All of the cleaning-product ads—
all
of them—feature women. I was watching one tonight for some new variation of surface cleaner (“that can be used on ANY surface, even glass and wood!”). With her kids screaming in the background, our protagonist faced the camera and said something to the effect of “I work full-time. I have three kids. I don’t have time to switch between cleaning products!”

Another one for sandwich bags features a professional-looking lady in her kitchen saying she doesn’t have time to faff around with cling wrap in the mornings when she’s making the school lunches for her tribe.

Where are the husbands? Why is there not a single ad featuring some dude in a suit, or a pair of overalls, saying he’s a busy man struggling with the competing demands of work, housework and looking after the kids—he needs a reliable all-purpose cleaner or a no-fuss sandwich bag?

No wonder the Youngster’s all pissed off.

September 12

Trickstered! Deceived!

Mick and Suze.
Mick
and
Suze
are together. They’ve been together for almost a year! And keeping it a secret from their best mates! I don’t know if I’m more pissed off at the secrecy or the fact that they’ve found love while it continues to elude me. All those times—oh, never mind.

I tried to ring Rohan tonight to debrief, but I couldn’t get hold of him. He’s probably got Stella up visiting. Mick and Suze and Rohan and Stella. That’s lovely. Oh, and then there’s Chris.

This was not part of the deal! It was me, Mick, Suze and Rohan—four separate entities linking forces to lessen the blow of existence. A safe base to launch from and return to in the event of a critical incident. Bloody couple kingdom now! I bet we’ll never go out again—they’ll all just want to stay home to cuddle and watch movies. And if we do go out, I won’t be able to concentrate because I’ll be all like “Oh my God,
Mick
and
Suze
!”

I handed my thesis in yesterday, a milestone that was somewhat overshadowed by this revelation. We went out to celebrate and they just came out with it.

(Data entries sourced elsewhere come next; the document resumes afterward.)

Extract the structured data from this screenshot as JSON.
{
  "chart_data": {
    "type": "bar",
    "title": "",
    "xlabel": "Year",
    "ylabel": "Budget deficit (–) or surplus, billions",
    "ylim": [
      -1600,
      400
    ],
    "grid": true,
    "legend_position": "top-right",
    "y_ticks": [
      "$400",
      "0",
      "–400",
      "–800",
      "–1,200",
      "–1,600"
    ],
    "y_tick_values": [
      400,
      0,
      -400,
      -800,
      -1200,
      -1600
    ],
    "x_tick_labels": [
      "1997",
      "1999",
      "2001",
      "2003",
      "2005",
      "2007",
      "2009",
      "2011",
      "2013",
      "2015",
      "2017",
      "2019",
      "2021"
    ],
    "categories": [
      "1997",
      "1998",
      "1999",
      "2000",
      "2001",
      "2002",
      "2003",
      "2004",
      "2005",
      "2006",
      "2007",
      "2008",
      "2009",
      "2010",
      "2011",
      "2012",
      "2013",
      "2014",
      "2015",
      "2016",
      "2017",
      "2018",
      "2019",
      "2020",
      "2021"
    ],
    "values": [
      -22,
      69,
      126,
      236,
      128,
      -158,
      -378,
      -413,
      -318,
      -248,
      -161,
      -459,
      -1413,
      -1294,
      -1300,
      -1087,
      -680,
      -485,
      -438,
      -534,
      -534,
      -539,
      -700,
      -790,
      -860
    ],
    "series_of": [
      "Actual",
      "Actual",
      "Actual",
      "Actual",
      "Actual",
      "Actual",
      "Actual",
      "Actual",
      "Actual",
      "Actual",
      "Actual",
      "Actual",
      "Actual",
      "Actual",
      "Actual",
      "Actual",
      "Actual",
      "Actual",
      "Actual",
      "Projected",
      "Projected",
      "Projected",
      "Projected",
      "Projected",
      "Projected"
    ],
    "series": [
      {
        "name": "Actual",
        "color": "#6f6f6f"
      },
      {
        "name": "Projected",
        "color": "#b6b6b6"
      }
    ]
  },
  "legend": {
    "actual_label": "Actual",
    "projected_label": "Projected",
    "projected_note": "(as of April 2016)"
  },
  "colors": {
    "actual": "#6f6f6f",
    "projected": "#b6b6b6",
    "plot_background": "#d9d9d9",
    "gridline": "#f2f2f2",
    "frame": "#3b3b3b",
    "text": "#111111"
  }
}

Everything is changing so fast. All the mainstays of my life from the last four years are changing. Have already changed. But I’m still here, dammit!

I’m going to ring up that Japanese English school tomorrow.

Fuck everything; I have to get out of here. I have to have something that’s mine.

There’s almost nothing for me here.

September 18

I’m so fucking lonely.

September 20

I’m holed up trying to write my last essay. Three days in which to do it.

I’m also filling out my application to the Japanese English school.

Mick and Suze are moving in together. They both got the
jobs they wanted. Rohan’s moved into his new house in Newcastle. Stella’s just got a job up there too.

At least the Land of Broken Dreams mob remains relatively static. Ed’s having a birthday party next week.

I’m twenty-two.

September 21

It’s sometime close to midnight. I’m in my room with my third giant glass of red wine and I’m just about ready to relay the events of the evening.

Tonight’s Friday. Zoe and Terry came around for dinner. Dad fired up the grill and Mum produced steaks long-steeped in her red wine, garlic and honey marinade. Zoe, Terry and I sat silently allied through Dad’s interrogation about when they are going to buy real estate. They gave him the usual response about the difficulty in saving the required money for a deposit and then in servicing the mortgage. He said something about needing to make “sacrifices.”

After a flicker of anger, we sighed and felt the usual lead weight of hopelessness settle on our shoulders. Terry changed the subject to the Australian Football League Grand Final. When Zoe and Terry left, I scraped the barbecue and wished that daylight saving would come a little sooner. I heard the phone ring. Mum brought it out into the yard.